HS: That's right. And the so-called liturgical reform that you're referring to is an ambiguous move. Certain reemphases were perhaps called for, but there have also been losses. You mentioned one; I'll mention another. I recently was at a gathering with Robert Bellah, the noted sociologist and author of
Habits of the Heart. He's a wise and right-thinking man. But he claimed that when the priest stopped facing the altar and turned to face the congregation, the Catholic Church gained, for the congregation felt included. Well, I have to confess that my take is just the opposite. Togetherness is nice. But it can't match the symbolism of the priest and the people—everybody, the priest included—facing the cross, as something that is beyond them all. That's what people need, more than they need the sense of togetherness or creating your own theology—the whole anthropological turn. Once more I'll say that the situation is ambiguous. It's not totally black-and-white. Because the gains are touted more than the losses, it's important to balance the picture. I'm glad you brought up the issue.
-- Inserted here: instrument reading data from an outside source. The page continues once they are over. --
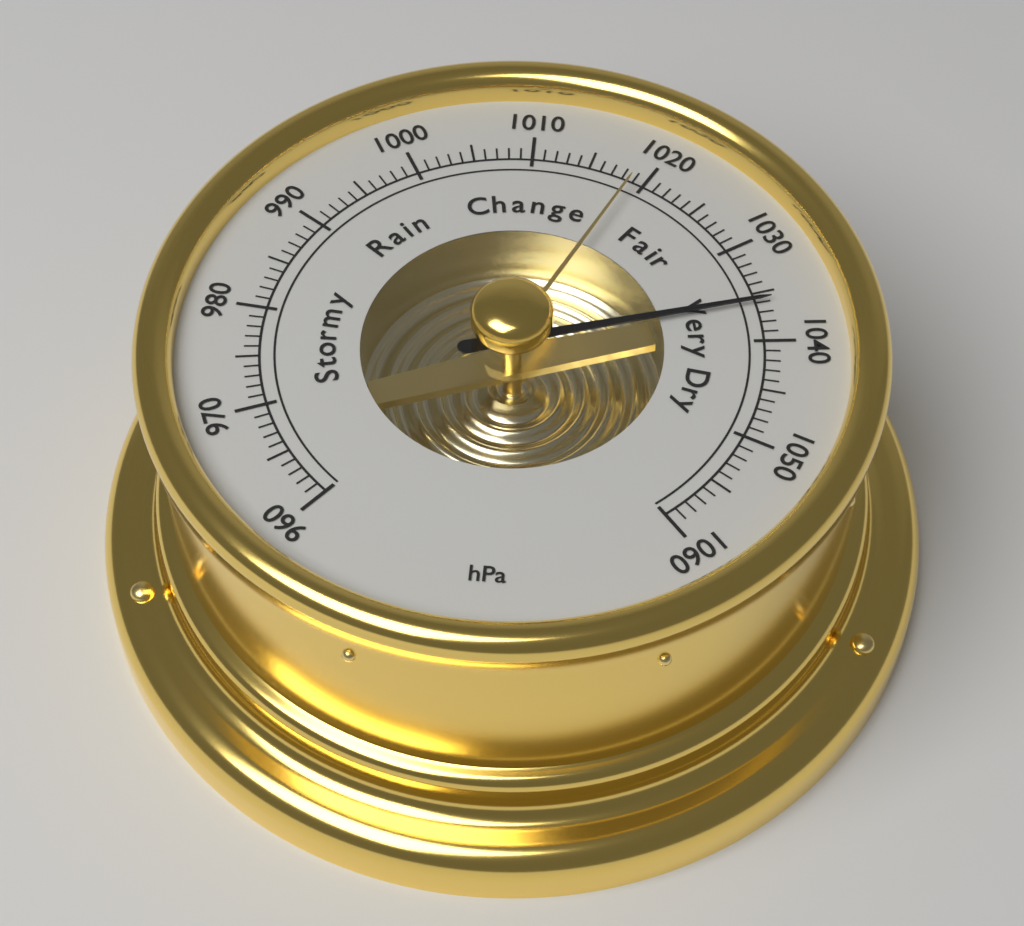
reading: 1036 hPa
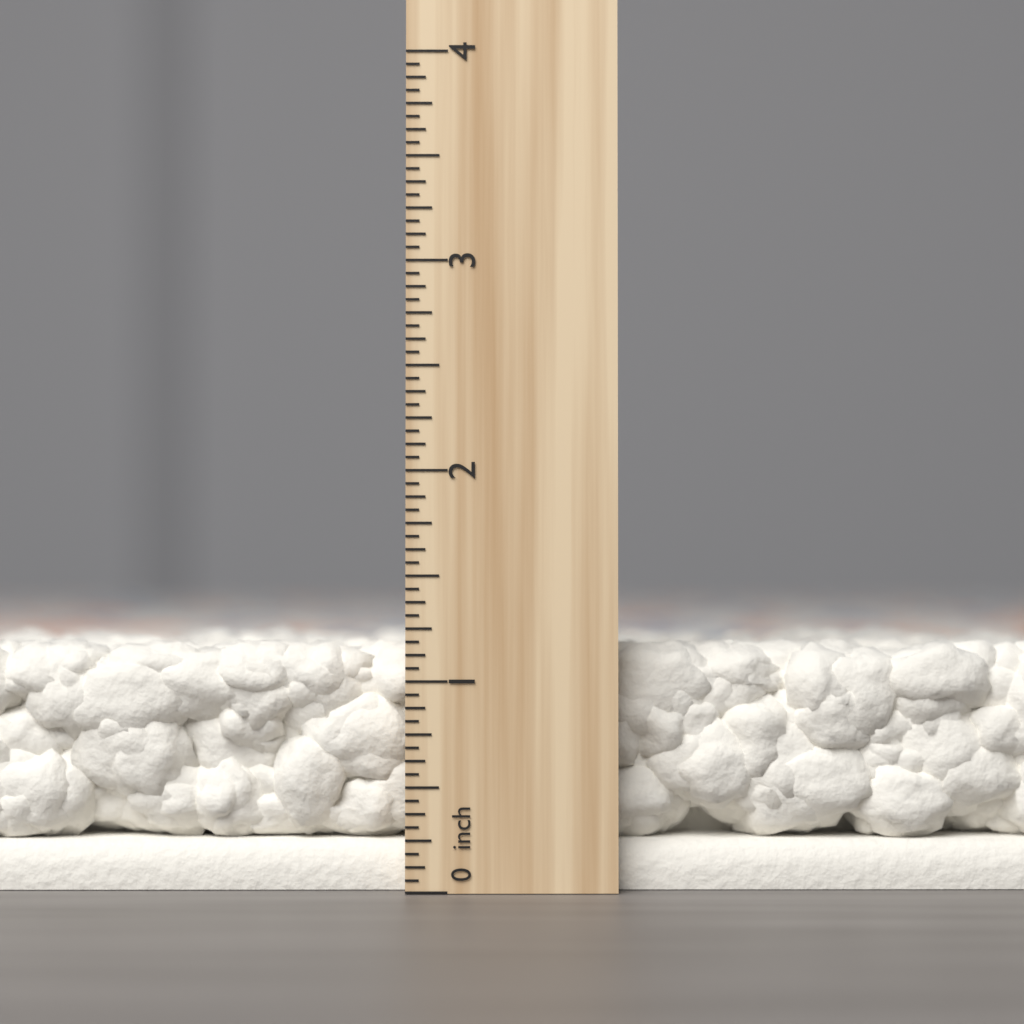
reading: 1.1875 inch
MT: The aspect of community also comes up for me as we're talking about the shift. In the previous form—with the priest and the congregation facing the cross, as you put it—there's a recognition, I think, of each individual on his or her own journey in community.
HS: Right.
MT: Whereas, shifting it around it's like, well, we're all in this "together."
HS: That's right.
MT: But it's not quite that way, it seems. It's different. As you say, ambiguous is a good way to put it.
Another thing that keeps coming up for me as we're talking about this has to do with the educational system, of which you've been a part for so many years. With the increasing emphasis on business, career and opportunity—at the sacrifice of what's called the humanities, the bedrock of establishing values and ethics in ourselves—courses on those subjects are going by the by. What about that?
HS: I think it's a serious matter. You may have seen a poll of students recently, freshmen, throughout the nation. One of the questions in the poll was, "Why have you come to college?" Seventy-five percent said, straight out, that their top priority was to make money, make more money. Few checked the option, "to develop a meaningful philosophy of life."
MT: That's almost a direct reversal of the way it was twenty years ago, in the 1960s.
HS: Exactly. I see the shift as ominous. The universities and colleges might say, "Well, that's just a problem of our time. We face the yuppies, and that's what they're coming for." But I personally think that we in academia have to take some responsibility for the shift. Again, there's been no wrong intent. We've simply not seen clearly what has happened. And what has happened in academia is, as President Steven Muller of Johns Hopkins said in an interview, "The university is rooted in the scientific method, and the scientific method cannot provide a sense of values. As a result, we're turning out skilled barbarians."
Now, I think that's basically true. But what academics do not see clearly enough is the way that their own disciplines, including their criteria for knowing, gravitate towards scientific ways of knowing which emphasize objective knowledge—public knowledge that can be verified.
MT: All the proper footnotes and bibliographies.
HS: That's part of it. There's also the jargon and the academese, much of which is unreadable. There's the added problem that because such a large proportion of our population is going to college, professors can get their books published just by requiring their students to read them! There's an ingrown character to academic writing. Professors speak to their colleagues and their own students. A gap emerges between the university mind and our public consciousness.